Why mainstream Rabbinic Judaism distanced itself
Several factors are usually proposed by modern scholarship (Reed 2005, ch. 6):
- Christian appropriation: 1 Enoch was used extensively by early Christians (Jude, 2 Peter, Tertullian, Athenagoras). Distancing from it was partly a polemical move.
- Theological economy: A demonological mythology centered on named fallen angels risked competing with strict monotheism. The de-angelized reading kept Gen 6 within ordinary moral failure.
- Canonical consolidation: As the rabbinic canon settled, books outside it lost institutional support and recipients.
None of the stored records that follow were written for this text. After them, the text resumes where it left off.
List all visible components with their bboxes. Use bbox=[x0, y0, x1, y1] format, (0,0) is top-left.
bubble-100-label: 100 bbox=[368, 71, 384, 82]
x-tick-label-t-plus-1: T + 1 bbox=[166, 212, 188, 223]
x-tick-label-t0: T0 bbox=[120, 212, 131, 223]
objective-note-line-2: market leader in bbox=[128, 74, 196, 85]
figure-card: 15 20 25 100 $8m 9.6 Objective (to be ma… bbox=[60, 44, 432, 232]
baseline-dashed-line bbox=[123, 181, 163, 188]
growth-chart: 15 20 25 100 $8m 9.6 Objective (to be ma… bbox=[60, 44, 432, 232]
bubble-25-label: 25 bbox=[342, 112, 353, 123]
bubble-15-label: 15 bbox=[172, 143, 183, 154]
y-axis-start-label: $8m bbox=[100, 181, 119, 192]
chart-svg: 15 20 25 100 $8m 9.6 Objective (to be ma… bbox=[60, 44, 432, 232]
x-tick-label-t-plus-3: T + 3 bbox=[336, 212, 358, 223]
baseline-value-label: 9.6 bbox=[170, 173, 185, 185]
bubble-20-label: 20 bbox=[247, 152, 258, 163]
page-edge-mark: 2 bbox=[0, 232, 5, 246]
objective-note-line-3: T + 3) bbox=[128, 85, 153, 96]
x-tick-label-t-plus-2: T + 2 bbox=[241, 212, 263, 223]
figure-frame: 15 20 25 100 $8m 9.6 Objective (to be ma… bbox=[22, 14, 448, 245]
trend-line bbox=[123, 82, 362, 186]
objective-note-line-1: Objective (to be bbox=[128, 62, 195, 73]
What this means for reading 1 Enoch
If you're a Jewish reader or are interested in how Jewish tradition has engaged this material, you have two parallel streams to draw on:
- The suppressed-then-reframed Watchers tradition, surviving in Targum Pseudo-Jonathan, Pirke de-Rabbi Eliezer, Midrash Abkir, and a single Talmudic gloss at Yoma 67b.
- The transferred-and-elevated Enoch tradition, running through 3 Enoch / Hekhalot literature and into Kabbalah's Metatron-figure.
These are two different ways the same Second Temple Enochic material outlived the canon's verdict.
Further reading
- A. Y. Reed, Fallen Angels and the History of Judaism and Christianity (Cambridge, 2005), ch. 6 — the standard scholarly treatment of the rabbinic-era survivals.
- L. Ginzberg, Legends of the Jews (JPS, 1909–38), vol. 1, pp. 124–151 — collected versions with source-citations.
- A. A. Orlov, The Enoch-Metatron Tradition (Mohr Siebeck, 2005) — for the elevated-Enoch / Metatron line.
- P. Schäfer, The Origins of Jewish Mysticism (Mohr Siebeck, 2009).
Entertainment / individual-study posture: this module summarizes how mainstream and mystical Jewish traditions have handled the Watchers material. It is not Jewish religious teaching.